I’ve got a challenge for you. Take a look at the way you create, manage and deliver content. No, really. Take a close look. Conduct a systematic, fair, scientific survey of your content production lifecycle. Get professional help if you need to. Look at each and every step in your process and ask yourself, “Is this the best we can do, or is it just the way we’ve been doing it for so long that we believe it is the correct — and only — way to work?”

What I’m certain you will find is that your organization utilizes an assortment of outdated processes weaved together into an unnecessarily time-consuming content production cycle riddled with inefficiencies. Chances are you rely heavily on time-sucking manual tasks, many of which fail to provide any measurable value to customers. If you’re like most organizations, you have absolutely no idea what it costs you to work as inefficiently as you do because you don’t measure anything that’s actually important.

Sound familiar? Don’t fret, you’re not alone.

Recent research by Crimson Research indicates that manufacturers of life-saving medical devices spend nearly one percent of their revenues — a whopping one billion dollars a year — creating, updating, and translating their content. And that’s a conservative cost estimate based on straight salary calculations that fails to take into account such things as employee benefits, overhead, lost opportunity costs, and time-to-market savings, among other things. As such, this estimate is believed by some to drastically understates actual costs.

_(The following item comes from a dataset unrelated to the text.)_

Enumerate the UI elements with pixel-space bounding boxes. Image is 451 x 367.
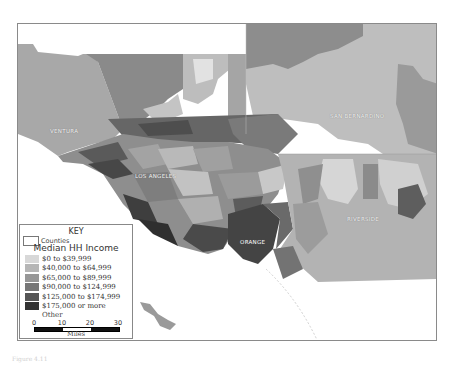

But the medical device industry is just the tip of the iceberg. Most organizations have never examined the way they create, manage, and deliver content. It’s always been a cost of doing business. A necessary evil that costs what it costs. When an organization looks to cut expenditures, seldom do they look at their content production lifecycle as a source of savings. Instead, they cut staff content production staff and outsource content work. While these efforts can have an immediate financial impact, they are short-sighted and provide only temporary benefit.

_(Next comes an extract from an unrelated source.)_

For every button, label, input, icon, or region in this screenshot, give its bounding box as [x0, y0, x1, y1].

How have we managed to get into such a big mess?

Fairly easily, actually.

First, we mistakenly view those who create content as different from those who build products. For example, we expect the people who manufacture cars, computers, and coffeemakers — even cappuccino machines — to do so in the absolutely most efficient way possible. Their processes are clearly defined, consistently followed, efficiently managed, diligently measured, and systematically repeatable. In short, their workflow is optimized; every unnecessary step is shaved away. But we don’t demand the same of those who create all of the content necessary to build, market, sell, and support our products.

Second, we nurture a culture of process immaturity. We fail to train our content creators (and their management) to constantly optimize and fine tune their processes. We fail to support them with the tools, technologies, and financial resources they need, and we don’t reward them for spotting and fixing inefficiencies.

Many workers undoubtedly sense that they could work more efficiently, but for a variety of reasons, they learn to accept inefficiencies as part of the way their organization works. Even when they identify specific process problems, they may opt not to share them with management, and instead devise creative “workarounds” that make the problem less challenging for themselves. By stepping outside the official process, workers introduce unintentional consequences that have negative impacts on those downstream from them in the content production lifecycle.

Forward-thinking companies, especially those in ultra-competitive markets, have found that optimizing content production lifecycles can reduce expenses and increase sales. The productivity improvements made help organizations become more efficient and lead to fewer errors. The time saved is funneled into innovation and projects designed to improve customer satisfaction and increase sales.

So, are you ready to accept my challenge?

Let me know what you discover.

If you’ve already undertaken such an exercise, share with us what you learned — and what you did — to fine-tune your processes and become more efficient.